- _Task item_
Once the pictures are removed, restate the listing word for word.
::: Information shown :::
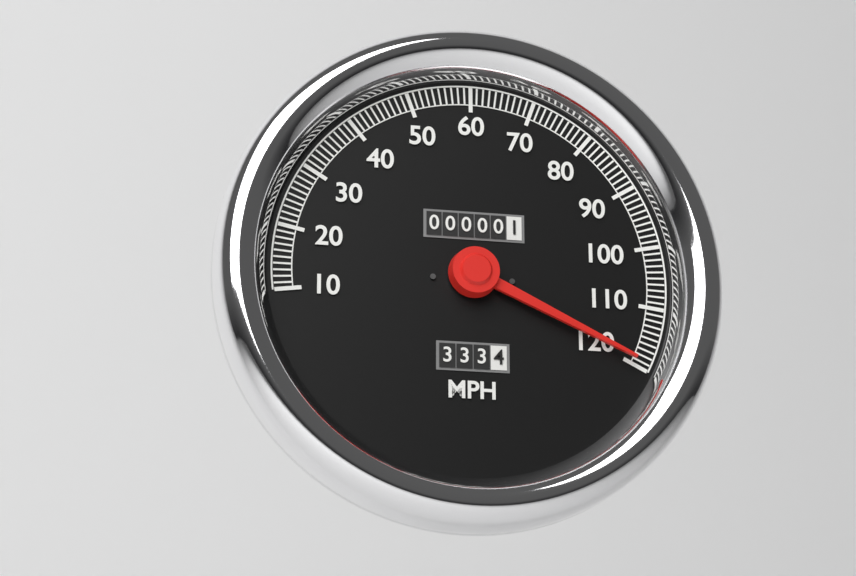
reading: 119 MPH
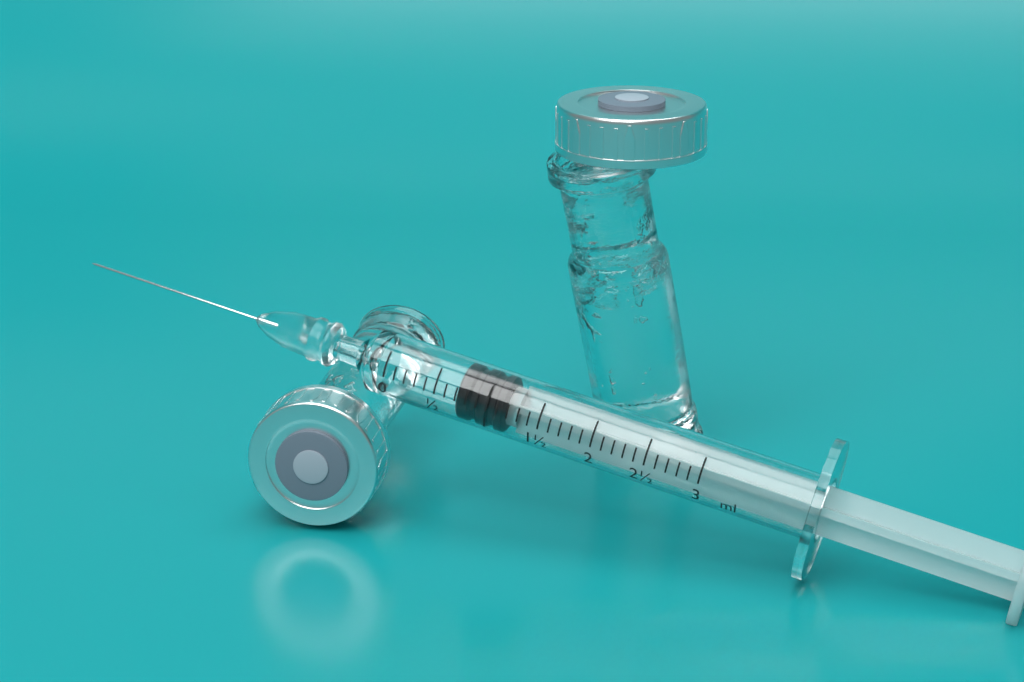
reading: 0.7 ml
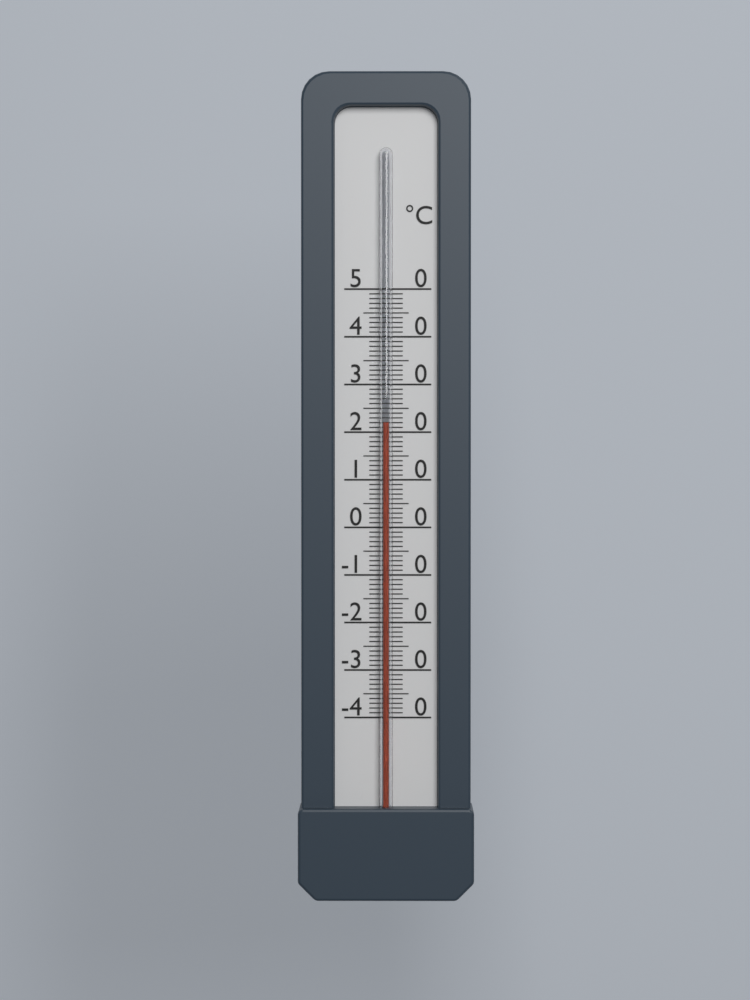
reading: 22 °C
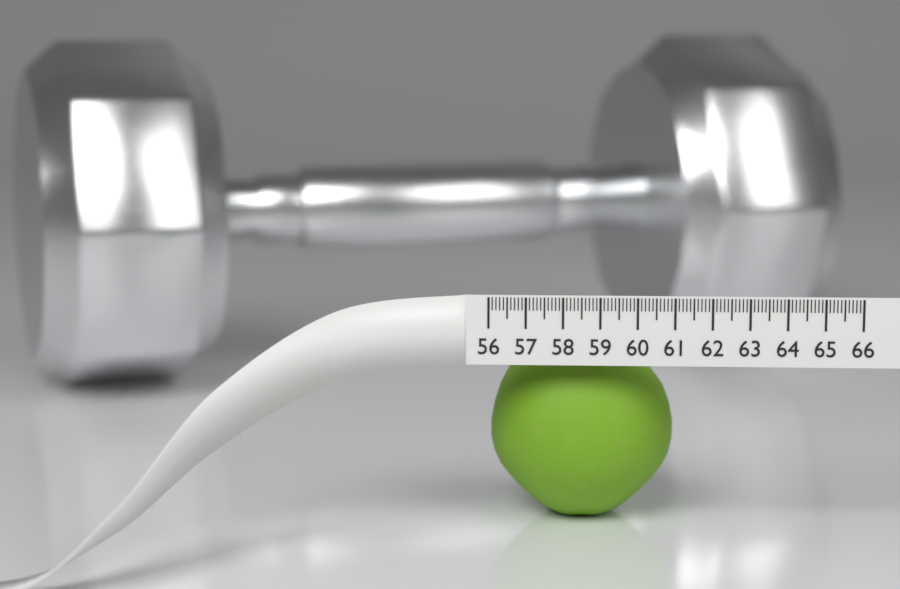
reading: 61.1 (no unit)
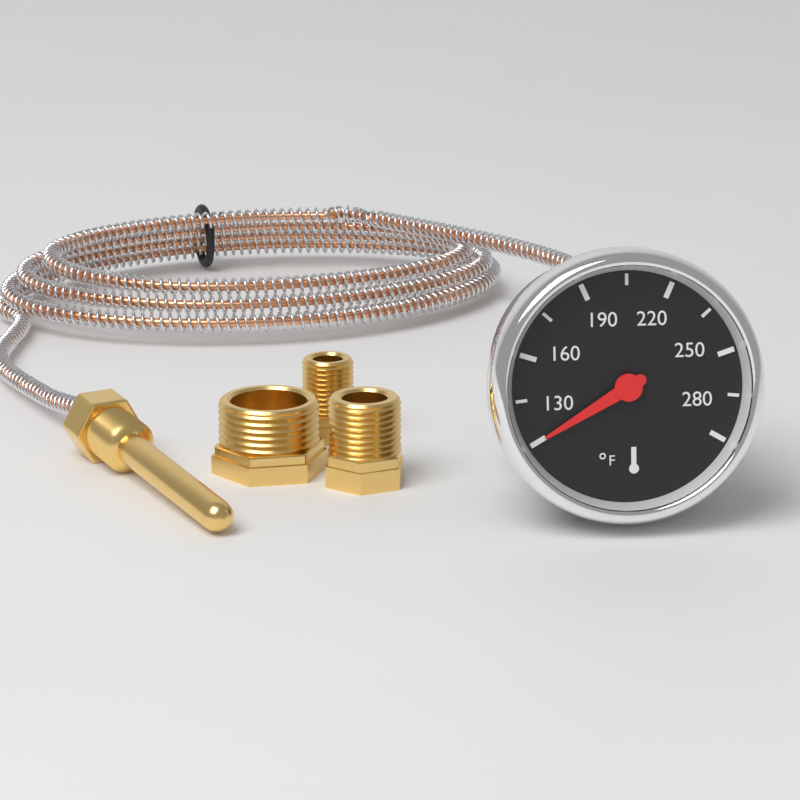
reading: 130 °F
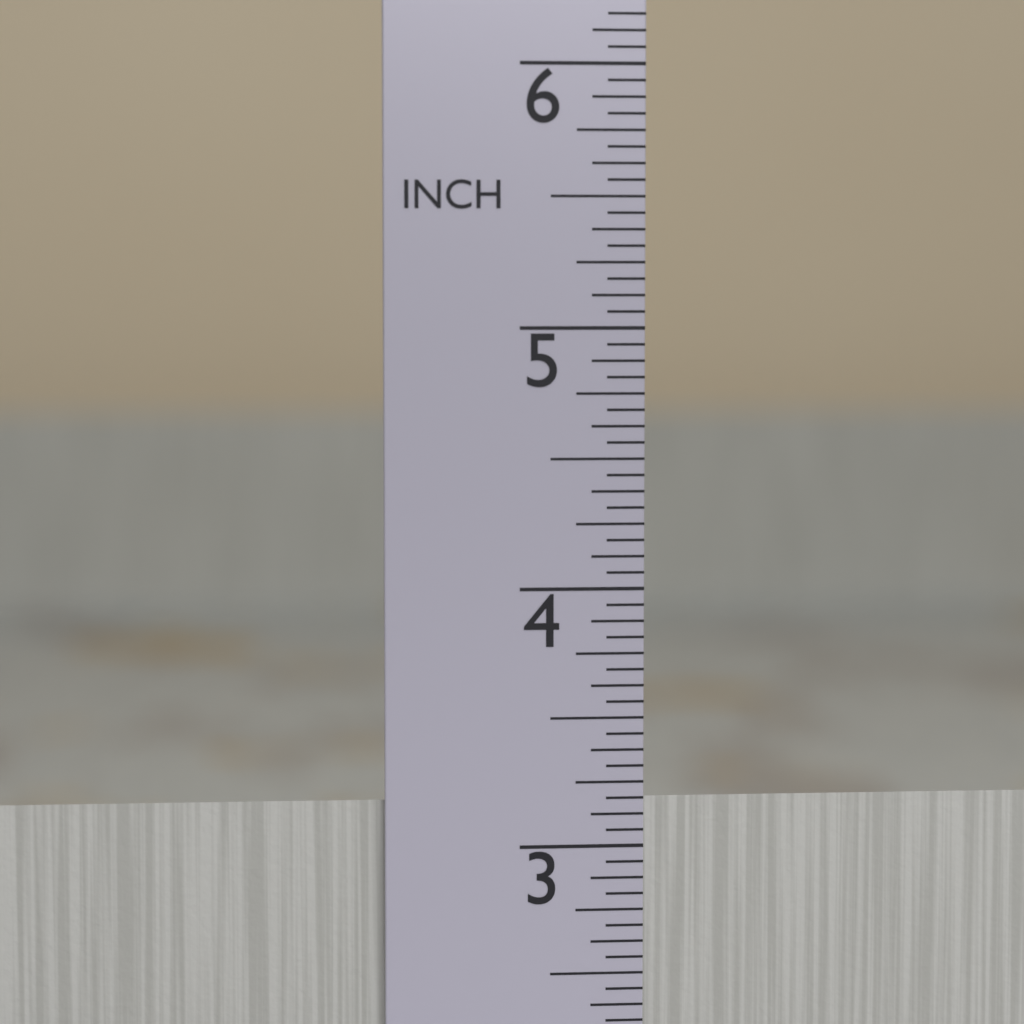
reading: 3.1875 in
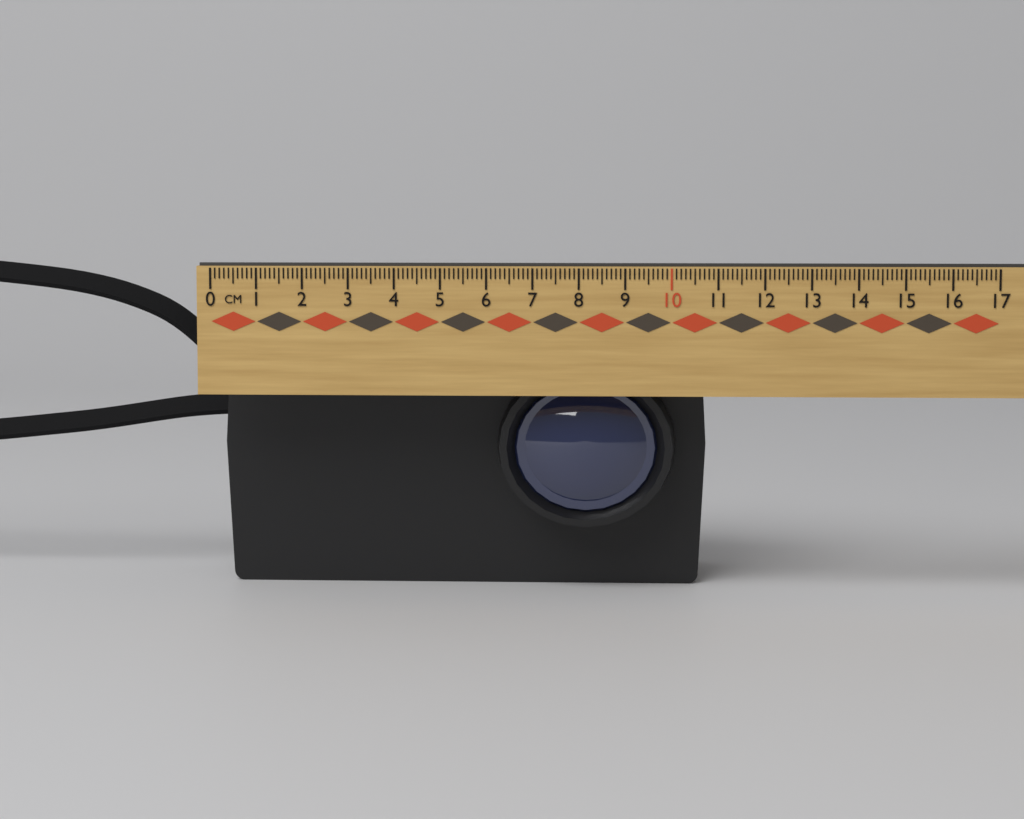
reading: 10.8 cm
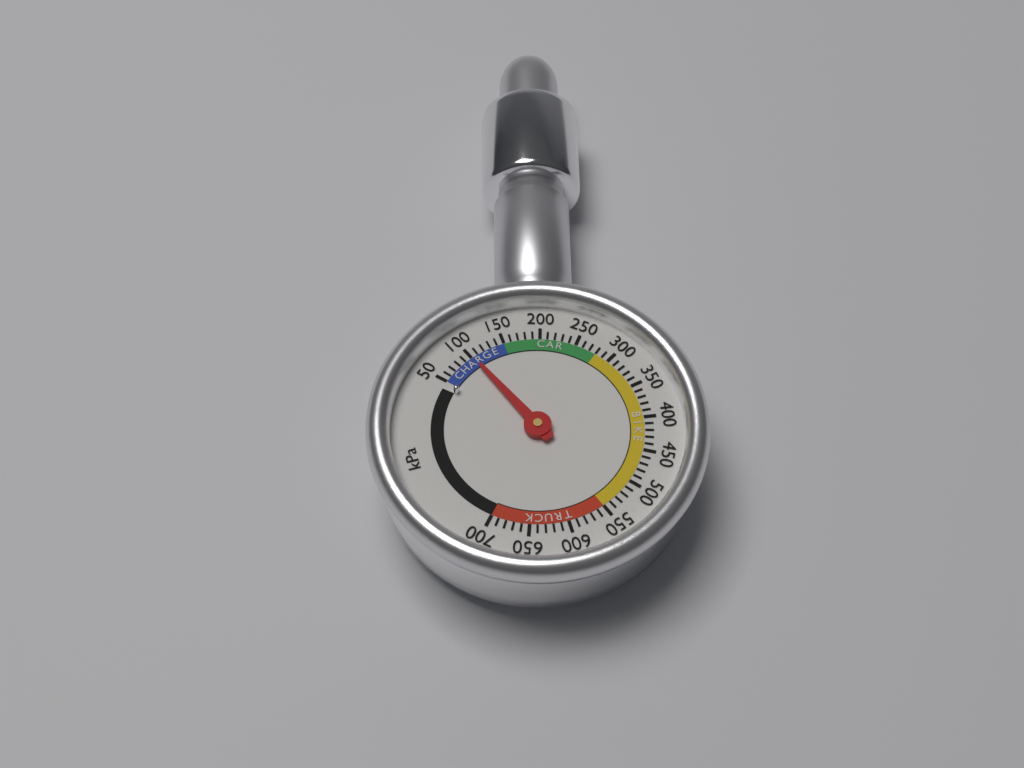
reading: 100 kPa
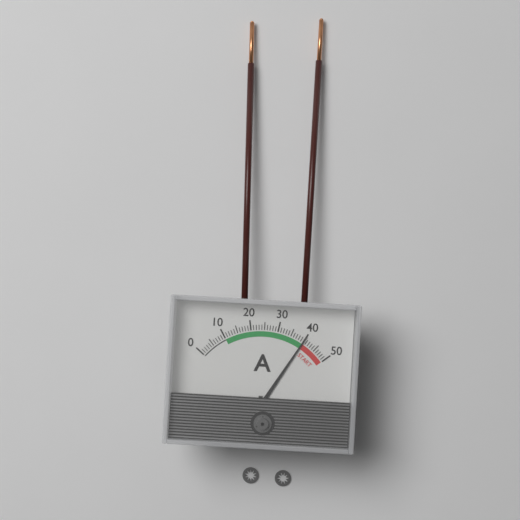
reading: 40 A
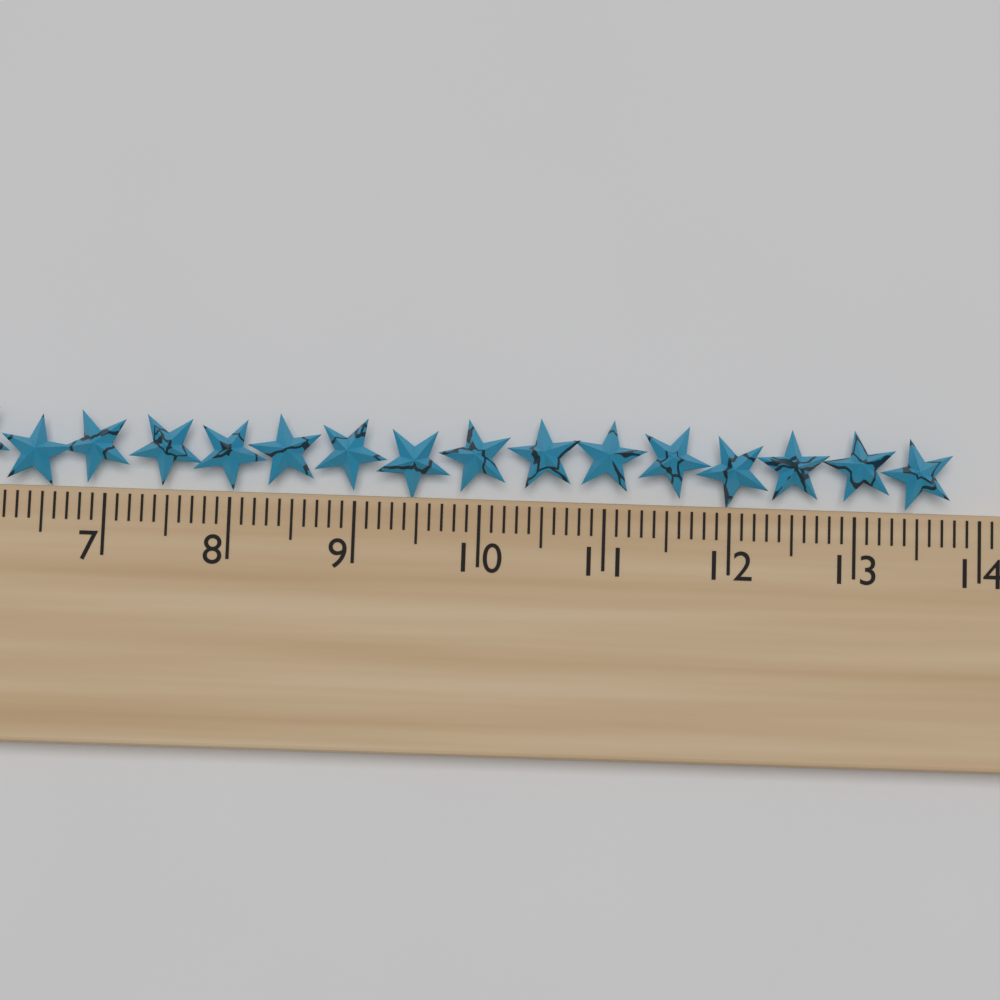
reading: 13.8 cm
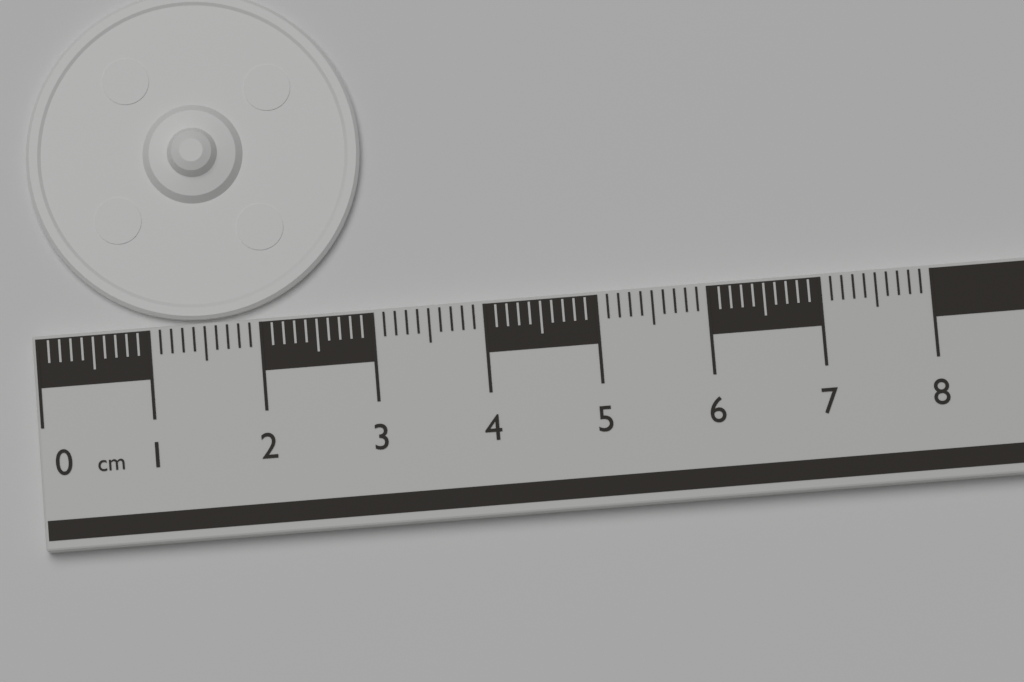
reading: 3.0 cm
:::
- _Solution to this problem_
reading: 119 MPH
reading: 0.7 ml
reading: 22 °C
reading: 61.1 (no unit)
reading: 130 °F
reading: 3.1875 in
reading: 10.8 cm
reading: 100 kPa
reading: 40 A
reading: 13.8 cm
reading: 3.0 cm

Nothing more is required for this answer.